‘Best of humanity’
Nearly 100 Rohingya people who were stranded off the coast of Indonesia were pulled to shore on Thursday by local people furious at local authorities' refusal to give them shelter because of fears about the coronavirus.
Some 94 people from the persecuted Myanmar minority - including 30 children - were plucked from their boat by fishermen this week before being intercepted by maritime officials from Sumatra island who pulled them closer to shore.
But officials in Lhokseumawe in the Indonesian province of Aceh refused to allow the group to land, citing coronavirus concerns.
Angry locals took matters into their own hands on Thursday by taking to their own boats to pull the group to shore.
Residents who had gathered on a local beach cheered the move, according to an AFP reporter on the scene.
"It's purely for humanitarian reasons," said fisherman Aples Kuari.
"We were sad seeing kids and pregnant women stranded at sea," he added.
Earlier on Thursday, local police chief Eko Hartanto said they wanted to send the mainly Muslim Rohingya back to sea rather than give them temporary shelter.
But authorities appeared to soften that stance in the face of local protests, and the group has now been given temporary shelter in private residences.
The Rohingya would be checked by medical staff to ensure they were virus-free, according to Aceh's rescue agency. Aceh is on the northern tip of Sumatra.
Amnesty International praised the spirit of the rescue.

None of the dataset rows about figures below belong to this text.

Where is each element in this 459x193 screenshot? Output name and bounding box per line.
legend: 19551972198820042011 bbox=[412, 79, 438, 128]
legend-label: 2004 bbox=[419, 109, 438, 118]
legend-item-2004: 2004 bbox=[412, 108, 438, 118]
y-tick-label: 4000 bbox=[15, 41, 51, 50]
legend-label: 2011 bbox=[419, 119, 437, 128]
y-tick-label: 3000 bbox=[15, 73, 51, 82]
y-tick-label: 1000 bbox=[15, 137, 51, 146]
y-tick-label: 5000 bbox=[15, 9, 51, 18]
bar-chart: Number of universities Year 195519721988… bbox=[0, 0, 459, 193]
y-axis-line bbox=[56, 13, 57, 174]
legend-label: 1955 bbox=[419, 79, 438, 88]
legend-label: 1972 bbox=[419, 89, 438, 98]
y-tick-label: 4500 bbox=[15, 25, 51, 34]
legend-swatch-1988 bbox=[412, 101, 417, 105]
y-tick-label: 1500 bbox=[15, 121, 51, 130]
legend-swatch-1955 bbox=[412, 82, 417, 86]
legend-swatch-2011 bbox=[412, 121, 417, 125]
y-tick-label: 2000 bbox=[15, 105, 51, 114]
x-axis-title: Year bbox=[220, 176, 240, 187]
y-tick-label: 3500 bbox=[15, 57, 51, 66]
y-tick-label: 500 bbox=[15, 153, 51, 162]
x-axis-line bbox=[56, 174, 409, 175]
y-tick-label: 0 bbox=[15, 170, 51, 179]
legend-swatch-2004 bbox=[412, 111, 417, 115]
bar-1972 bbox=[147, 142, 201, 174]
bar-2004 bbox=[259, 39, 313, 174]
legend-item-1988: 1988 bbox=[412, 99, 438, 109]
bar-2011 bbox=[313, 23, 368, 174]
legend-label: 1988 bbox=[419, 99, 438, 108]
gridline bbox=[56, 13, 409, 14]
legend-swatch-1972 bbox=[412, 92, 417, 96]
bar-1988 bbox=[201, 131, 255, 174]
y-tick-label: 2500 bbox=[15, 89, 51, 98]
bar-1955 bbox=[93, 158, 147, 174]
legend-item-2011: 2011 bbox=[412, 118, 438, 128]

The "disembarkation of Rohingya refugees is a moment of optimism and solidarity," the organisation's Indonesia Executive Director Usman Hamid said in a statement.

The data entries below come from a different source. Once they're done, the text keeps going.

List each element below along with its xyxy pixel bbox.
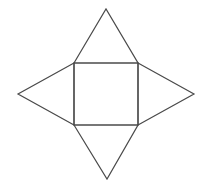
triangle-right — [138, 63, 194, 125]
triangle-bottom — [74, 125, 138, 179]
square-base — [74, 63, 138, 125]
pyramid-net-diagram — [0, 0, 207, 187]
triangle-left — [18, 63, 74, 125]
triangle-top — [74, 9, 138, 63]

"It's a credit to the community in Aceh who pushed hard and took risks so that these children, women and men could be brought to shore. They have shown the best of humanity."
More than one million Rohingya live in refugee camps in Bangladesh, after fleeing their homes in Myanmar in 2017 to escape a brutal military crackdown that is now the subject of an international genocide investigation.
Indonesia and neighbouring Malaysia are the Rohingya's favoured destinations, with thousands paying people smugglers for the dangerous journey across the Indian Ocean every year.
But the Rohingya's plight has been compounded in recent months as officials have turned them away over concern about the coronavirus.